Obama, British leader say they have right strategy for Afghanistan war, in critical period

By Mark S. Smith, AP
Saturday, June 26, 2010

Obama, Brit leader: Afghanistan in critical period

TORONTO — President Barack Obama and British Prime Minister David Cameron said Saturday that the troubled Afghanistan war must show progress this year.

The two leaders, concluding their first meeting since the conservative British leader took power last month with a coalition government, said their nations have the right strategy in Afghanistan.

“This period that we are in is going to be critical,” Obama said.

Added Cameron: “Making progress this year, putting everything we have into getting it right this year is vitally important.”

With a resurgent Taliban, major U.S.-led offensives planned and June already the deadliest month of the nine-year-old Afghanistan war, the fight is considered at a critical juncture.

Earlier, Obama and Cameron were part of a statement from the summit of the leading eight industrial democracies that sketched out a strategy for enabling Afghanistan security forces to take over increased responsibility for the country within five years. Cameron also said separately, in a television interview, that there will likely be no British troops in Afghanistan five years from now.

Obama began his day by concluding that so-called G-8 a summit at a resort in Canada’s forested Muskoka lakes region, then flew to Toronto for a second, expanded summit of the Group of 20 nations. Those larger meetings, mostly being held on Sunday, were getting underway with a dinner.

In between, Obama was meeting with important foreign counterparts one by one on the sidelines, including Cameron, South Korean President Lee Myung-Bak and Chinese President Hu Jintao.

The meeting between Obama and Cameron was given a collegial feel after the president gave his British ally a ride back to Toronto on his specially outfitted presidential helicopter. “He threatened to send me a bill,” Cameron joked. “But I said times are very tight in the U.K., so I’ll have to take that as a free lift.”

There was more joshing surrounding their bet over the U.S.-England soccer match in the World Cup, which ended in a 1-1 tie. So each gave the other a beer: “Goose Island 312,” brewed in Chicago, from Obama to Cameron, and “Hobgoblin” from the British leader back. They clinked glasses and said “cheers.”

The two had been expected to address the difficulties that the BP oil spill in the Gulf of Mexico has introduced into the American-British relationship. BP, a British-based company, has come under fierce criticism from Obama and others in the U.S. since a rig it was leasing exploded on April 20, causing the biggest offshore oil spill in U.S. history.

Although the oil continues to gush into the water, deepening the crisis, neither leader mentioned the topic when the two briefly addressed reporters after their hourlong session. And they took no questions, although most that were shouted at them concerned the BP catastrophe.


■ **Assigned task**: The data below should be restated word for word, pictures omitted.
++++ Supplied material
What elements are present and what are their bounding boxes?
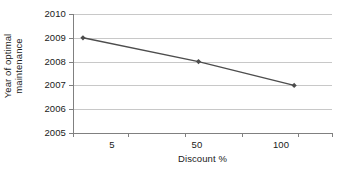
data-series-line — [83, 38, 294, 86]
gridlines — [73, 15, 332, 134]
line-chart: Year of optimal maintenance Discount % 2… — [0, 0, 342, 176]
y-axis-ticks — [69, 15, 73, 134]
y-tick-label: 2008 — [32, 56, 66, 67]
x-tick-label: 5 — [92, 139, 132, 150]
x-tick-label: 50 — [177, 139, 217, 150]
y-tick-label: 2007 — [32, 79, 66, 90]
y-tick-label: 2005 — [32, 127, 66, 138]
data-point-marker — [196, 59, 201, 64]
y-axis-title-line1: Year of optimal — [2, 34, 14, 99]
x-tick-label: 100 — [261, 139, 301, 150]
data-point-markers — [80, 35, 296, 88]
y-axis-title-line2: maintenance — [13, 38, 25, 94]
y-tick-label: 2009 — [32, 32, 66, 43]
data-point-marker — [292, 83, 297, 88]
y-tick-label: 2006 — [32, 103, 66, 114]
y-tick-label: 2010 — [32, 8, 66, 19]
data-point-marker — [80, 35, 85, 40]
y-axis-title: Year of optimal maintenance — [0, 4, 26, 128]
x-axis-title: Discount % — [73, 153, 332, 164]
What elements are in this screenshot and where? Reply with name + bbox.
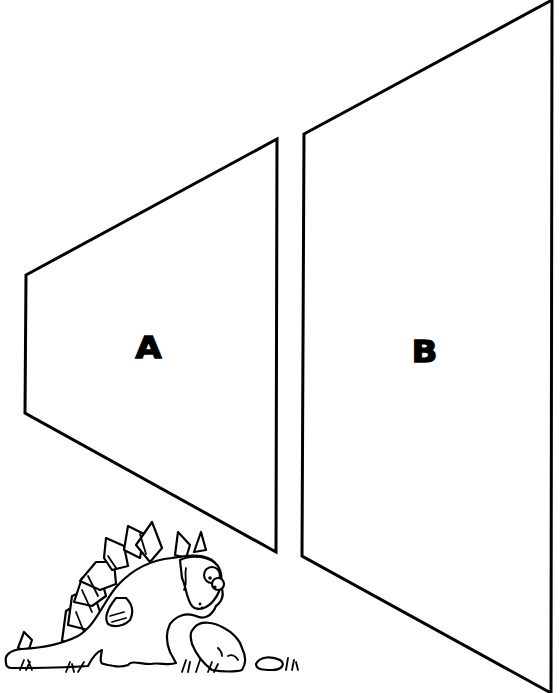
++++++++
■ **Exercise answer**:
What elements are present and what are their bounding boxes?
data-series-line — [83, 38, 294, 86]
gridlines — [73, 15, 332, 134]
line-chart: Year of optimal maintenance Discount % 2… — [0, 0, 342, 176]
y-axis-ticks — [69, 15, 73, 134]
y-tick-label: 2008 — [32, 56, 66, 67]
x-tick-label: 5 — [92, 139, 132, 150]
x-tick-label: 50 — [177, 139, 217, 150]
y-tick-label: 2007 — [32, 79, 66, 90]
y-tick-label: 2005 — [32, 127, 66, 138]
data-point-marker — [196, 59, 201, 64]
y-axis-title-line1: Year of optimal — [2, 34, 14, 99]
x-tick-label: 100 — [261, 139, 301, 150]
data-point-markers — [80, 35, 296, 88]
y-axis-title-line2: maintenance — [13, 38, 25, 94]
y-tick-label: 2009 — [32, 32, 66, 43]
data-point-marker — [292, 83, 297, 88]
y-tick-label: 2006 — [32, 103, 66, 114]
y-tick-label: 2010 — [32, 8, 66, 19]
data-point-marker — [80, 35, 85, 40]
y-axis-title: Year of optimal maintenance — [0, 4, 26, 128]
x-axis-title: Discount % — [73, 153, 332, 164]
What elements are in this screenshot and where? Reply with name + bbox.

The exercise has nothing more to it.